In October 1942, he is sent to the Russian front as part of a labor unit in support of the German invasion. Eventually, the Soviet army counterattacks and the Hungarian front collapses. Stephen and his fellow laborers flee, but he is slowed down by dysentery and typhoid fever. His companions abandon him. For months, he trudges alone across the snow-covered fields, avoiding starvation by eating scraps that he finds when he beds down in stables and pigsties. He eventually reaches a station in what was then known as Kiev, where he finds a train that takes him to Budapest. He slowly recovers his health, but of the 1,069 laborers who left Budapest with him the previous October, only eight ever return.

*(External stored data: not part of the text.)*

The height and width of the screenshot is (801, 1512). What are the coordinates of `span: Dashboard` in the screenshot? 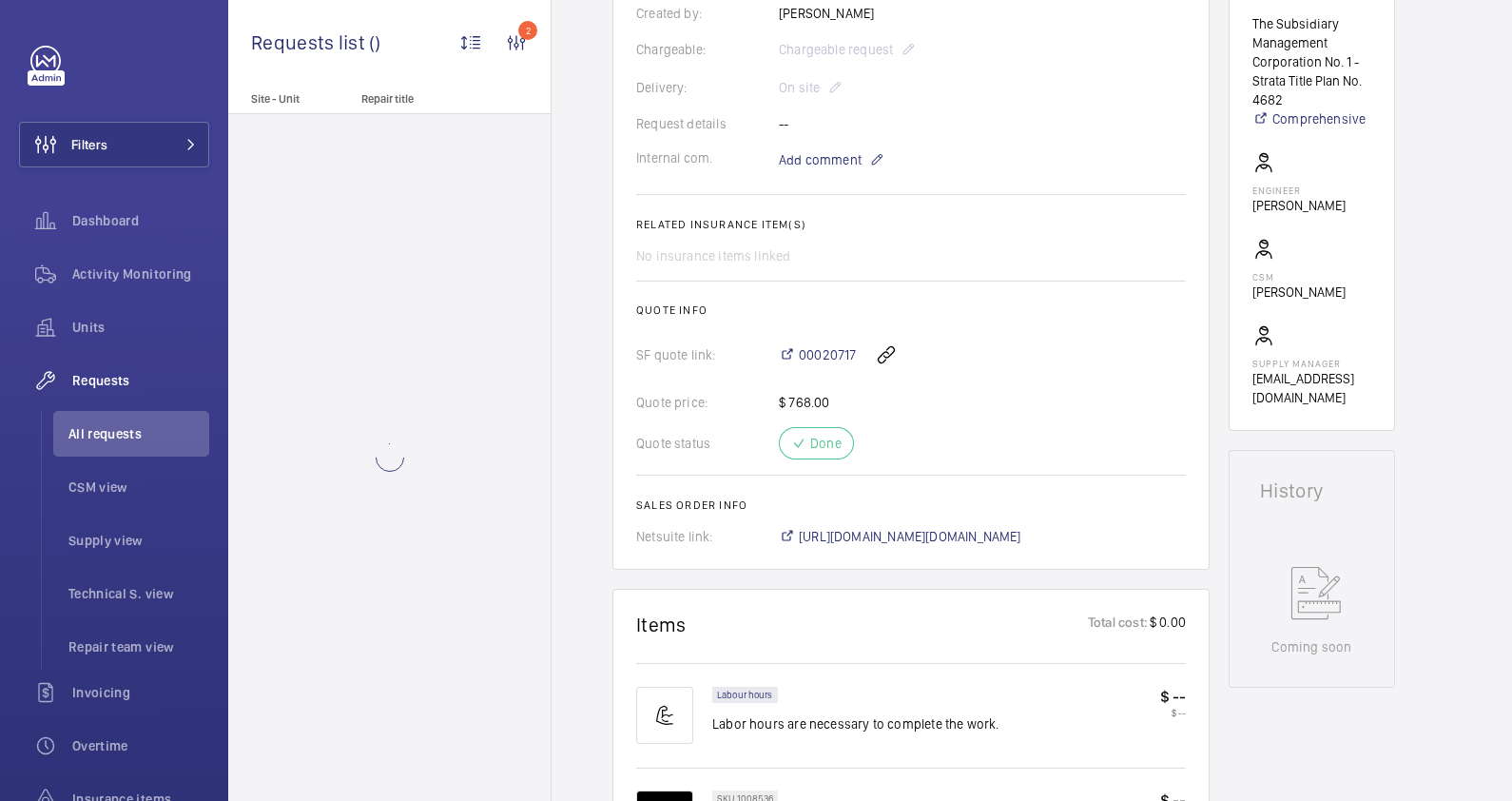 It's located at (140, 221). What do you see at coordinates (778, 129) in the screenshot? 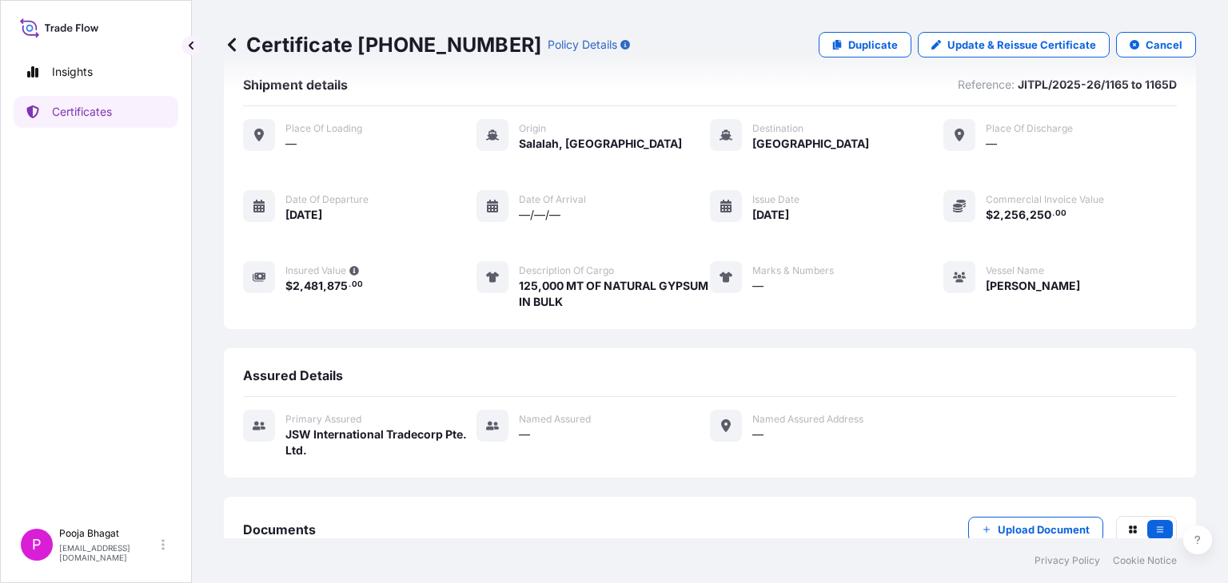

Even worse lies ahead. In March 1944, Germany invades and occupies Hungary, and the Arrow Cross, an ultranationalist fascist party, launches a reign of terror against Jews. Stephen’s family members are forced from their apartment into an overcrowded building in a Jewish ghetto. Stephen gets a safe passage document that will take him to Switzerland. But upon hearing that his parents will be sent to a concentration camp, he substitutes their names on the document and saves them instead. 

Before long, he becomes one of the nearly 440,000 Hungarian Jews who are deported to a ghetto on the Austrian border. As the Soviet army approaches, the prisoners are put on a forced march to the concentration camp at Mauthausen, where Stephen will spend the next year. Soon, the Russians close in, and he and his fellow inmates are evacuated once again and endure a death march to a small camp at Gunskirchen. While some 6,000 of his fellow prisoners die, Stephen survives and is liberated by American troops. He finally returns to Budapest.

This is not a book for the faint of heart. The long descriptions of violence, hatred, and inhumanity feel overwhelming. But it is also an amazing story of persistence, grace, and a will to live.

This is also a tale about the quest to understand one’s roots. De Bastion, herself a professional musician, tells us that she barely remembers her grandfather, but the more she listens to the recordings, the more she understands who he was. As a clearer picture emerges, she comes to better understand her family – and herself.